T.K. Susheel Kumar, MD
A left ventricular assist device called the Berlin Heart can help a weakened heart move blood through the body, but the device carries an increased risk of bleeding and stroke in infants. To bridge the time until a donor heart would become available, pediatric heart surgeon T.K. Susheel Kumar, MD, proposed a novel alternative that had been used for other congenital heart defects: using the patient’s healthy right ventricle to augment blood flow to the body.
To accomplish that, intravenous prostaglandin E1 kept the newborn’s patent ductus arteriosus (PDA) blood vessel open. Surgeons also performed bilateral branch pulmonary artery banding to limit that artery’s blood flow and reduce the risk of long-term lung damage.
The baby soon stabilized and remained on a ventilator under mild sedation. At two months of life, his PDA began to constrict, requiring catheter stent implantation across the ductus arteriosus. In June 2023, a donor heart became available, allowing surgeons led by Dr. Kumar and Ralph S. Mosca, MD, to rebuild the baby’s pulmonary arteries and perform a heart transplant.
“The donor heart worked perfectly from the moment it started beating,” Dr. Kumar says. “This excellent outcome is the result of our team’s extensive experience and seamless collaboration,” adds Dr. Mosca.
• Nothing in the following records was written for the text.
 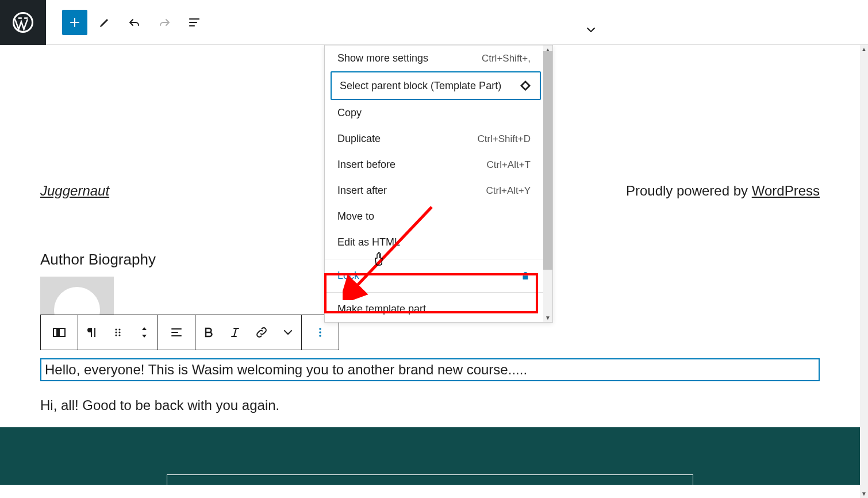 What do you see at coordinates (430, 405) in the screenshot?
I see `paragraph-block: Hi, all! Good to be back with you again.` at bounding box center [430, 405].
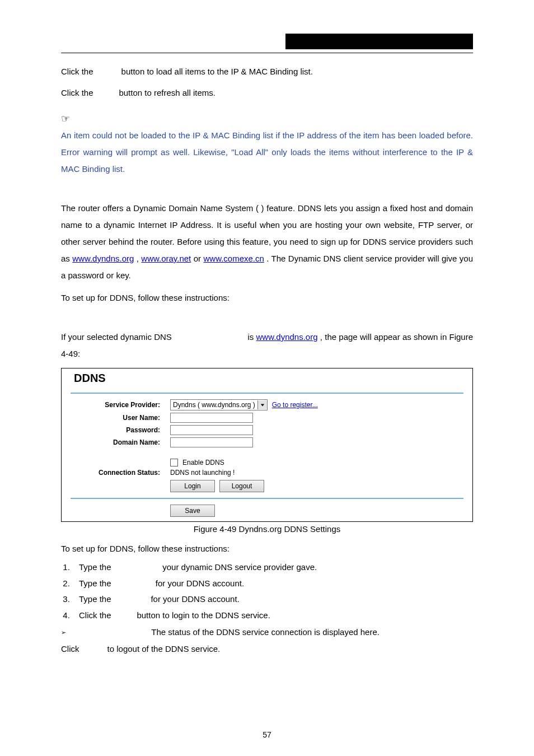 This screenshot has width=534, height=756. What do you see at coordinates (267, 405) in the screenshot?
I see `row-service-provider: Service Provider: Dyndns ( www.dyndns.or…` at bounding box center [267, 405].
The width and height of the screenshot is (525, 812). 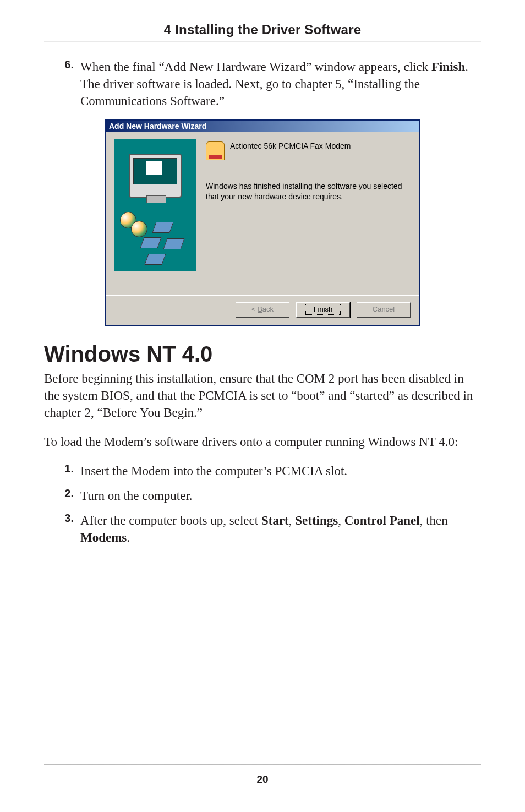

“Infants who make it to transplant have a greater than 50 percent chance of doing well with the same heart 25 years later.”
Rakesh Singh, MD
The boy’s parents, who had relocated to New York, took their son home two months later, and he continued to receive extensive outpatient pediatric rehabilitation services through Rusk Rehabilitation. “Infants who make it to transplant have a greater than 50 percent chance of doing well with the same heart 25 years later,” Dr. Singh says. In December 2023, the boy celebrated another big milestone: his first birthday.